The distorted face of one soldier in the video seemed like a mirror of his hollow inner world. The lines of rage etched on his forehead could not hide the emptiness of a soul unfilled by weapons and unmasked by gunfire. True manhood is not measured by the roar of rifles, but by the ability to restrain violence and protect the vulnerable. Here the gunmen fail, and here manhood collapses at the very first test of conscience.

Amid the darkness, other footage earlier this year showed a different moment — one of RSF commander “Jalha” rebuking a soldier nicknamed “Sharon” for dragging an elderly man by his white beard. Some might dismiss the gesture as limited or belated, but in the wider landscape of moral collapse, it appeared as a brief flicker of light. It suggested that conscience, though buried, can still stir — and that real manhood, however fleetingly, dares to say “no” in the face of humiliation.

Still, the painful question remains unanswered: how can a man be respected when he ties up a defenseless woman? How can a fleeting rebuke erase the shame of degrading the weak? This is not a philosophical or rhetorical query; it is a visceral question of dignity that resonates across Sudan — embodied in the image of a woman bound like a slaughtered lamb, an old man humiliated, and a collective conscience tested before the mirror of humanity and the memory of history.

What we saw was not just a shocking clip on a small screen; it was a mirror reflecting the collapse of an entire moral order. A mirror reminding us that manhood is not tested only on the battlefield, but in how we treat those weaker than us. Anyone who justifies, supports, or stays silent in the face of such acts becomes complicit in a moral crime — even before any legal or political court can hold them accountable.

There are slogans that mask weakness, offering false cover for hollow stances. “No to War” is one of them.
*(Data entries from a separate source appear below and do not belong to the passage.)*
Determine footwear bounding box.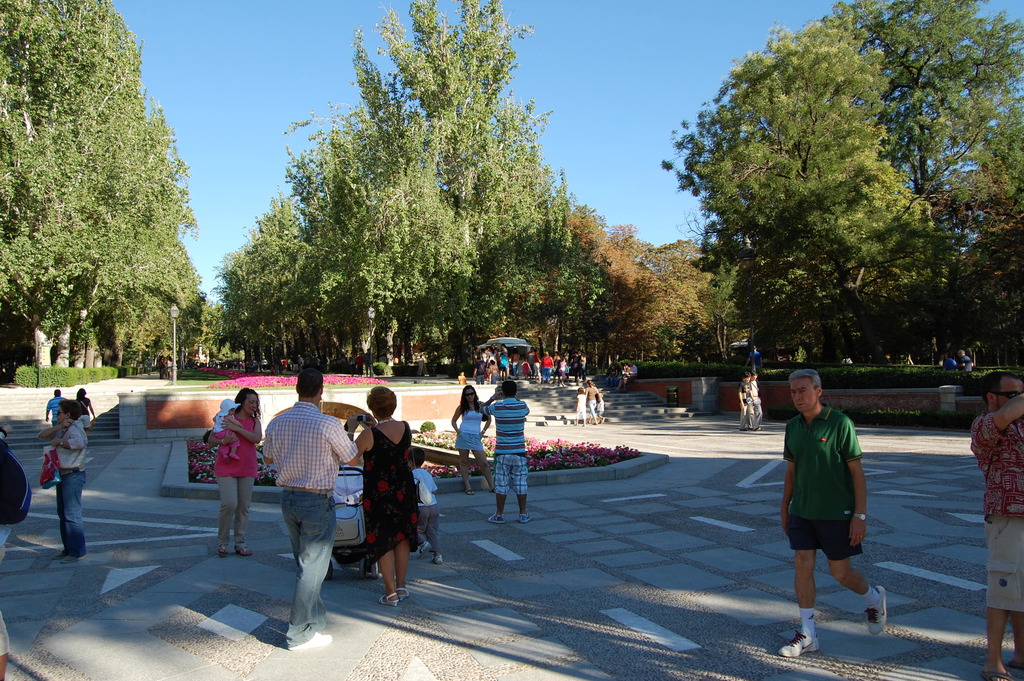
Determined: (780, 621, 823, 657).
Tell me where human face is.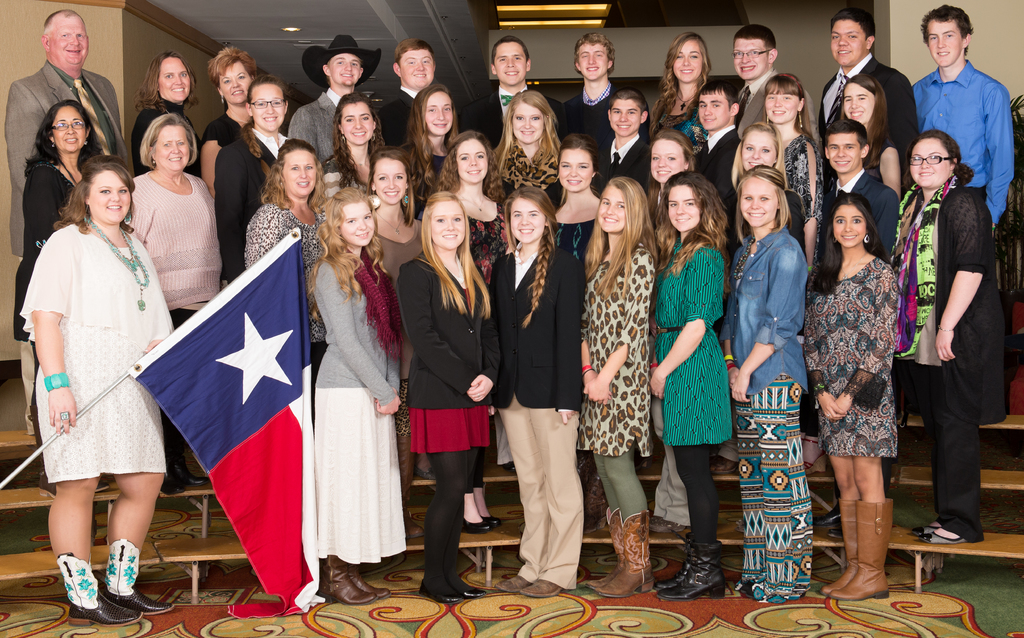
human face is at <bbox>670, 183, 699, 232</bbox>.
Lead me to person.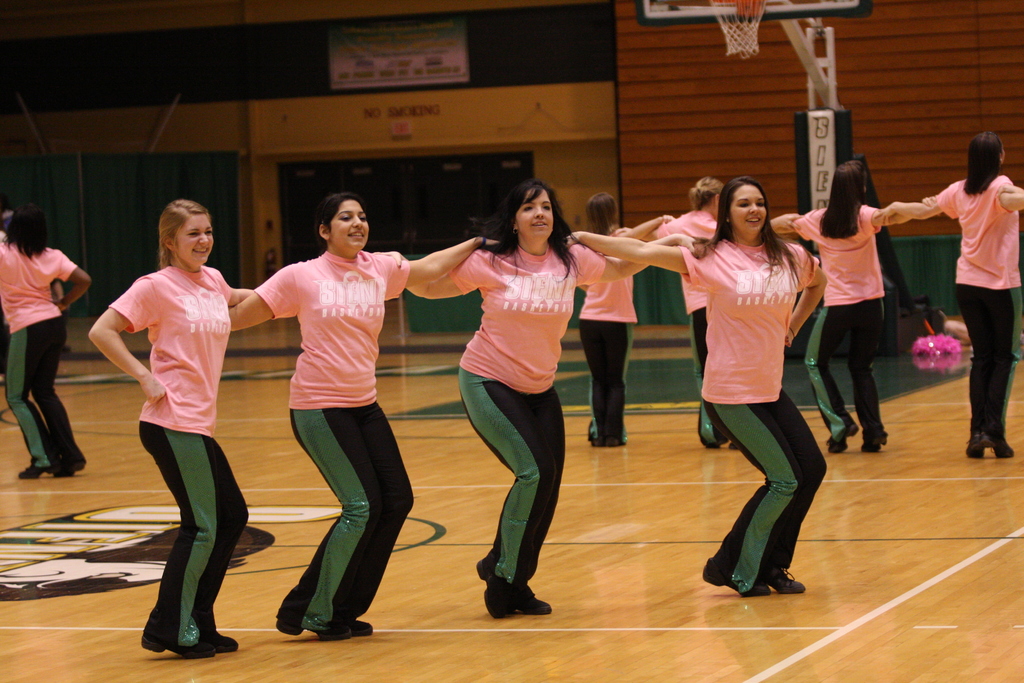
Lead to (x1=577, y1=193, x2=644, y2=445).
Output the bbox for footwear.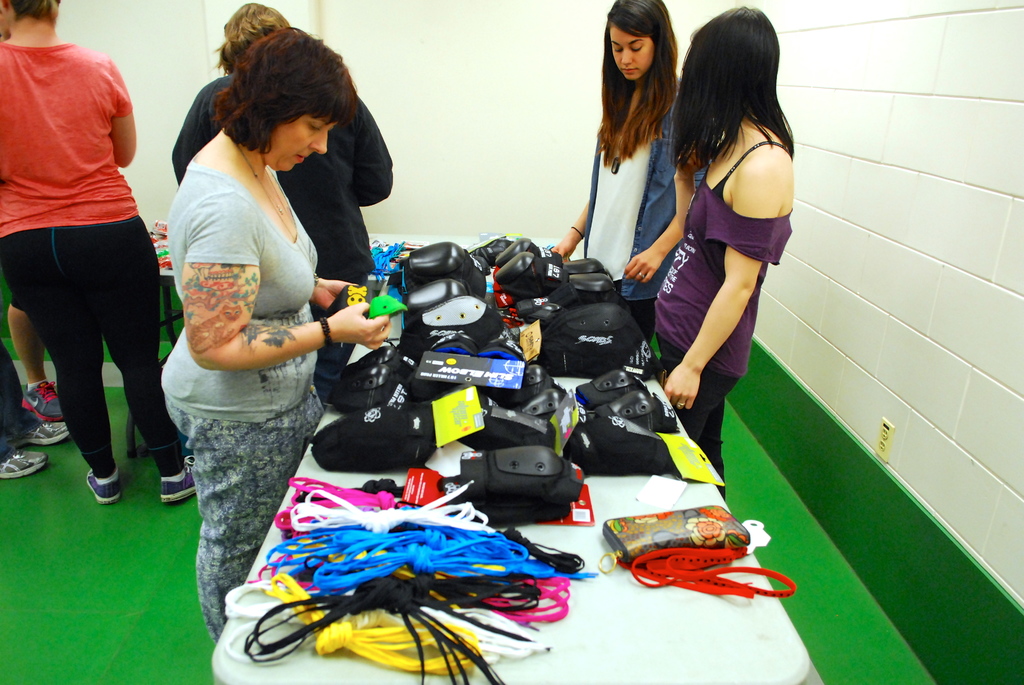
{"x1": 0, "y1": 441, "x2": 54, "y2": 484}.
On the surface it appears noble, even instinctive — but in Sudan’s current context it has become little more than a soft alignment with the aggressor, stripped of moral weight. For when war is waged by a failed coup and a rogue militia that has ravaged cities and violated human dignity, neutrality between the national army — with all its flaws — and such a militia is not neutrality at all. It is a quiet form of complicity. It is the posture of those who refuse to take a stand against blatant atrocities.

Some argue: “The army destroyed infrastructure with airstrikes.” As if war were a video game, rather than a battlefield with complex maps and shifting targets. This false equivalence seeks to equate accidental collateral damage in the fog of battle with deliberate atrocities: systematic targeting of civilians, siege, burying victims alive, terrorizing children, sexual violence, looting, and the humiliation of women and elders. What scale of justice weighs the mistakes of a national army defending its country against a militia that has made degradation its official policy?

Civilians who returned to their towns after state forces regained control did so not because they trusted militia promises, but because they trusted the state, its institutions, and the restoration of services. Had the RSF remained in control, no one would have returned — staying would have meant subjugation to repression or forced displacement.

For those who remained under militia control, staying was not a free choice; it was the result of poverty and helplessness. Those who could not afford to flee became prisoners of geography — trapped in fear and regret.

In this light, the slogan “No to War” is not a call for peace but an act of willful blindness to atrocity. It is a false balance that equates executioner and victim, error and crime, an army struggling to restore the state with a militia that attempted a coup because it sees the state as nothing but spoils. Such cold neutrality is nothing more than grayness — and gray ash builds no nation.

Condolences to all the people of Sudan for the martyr Qusma, and may God grant patience to her family, friends, and to all the women of our country.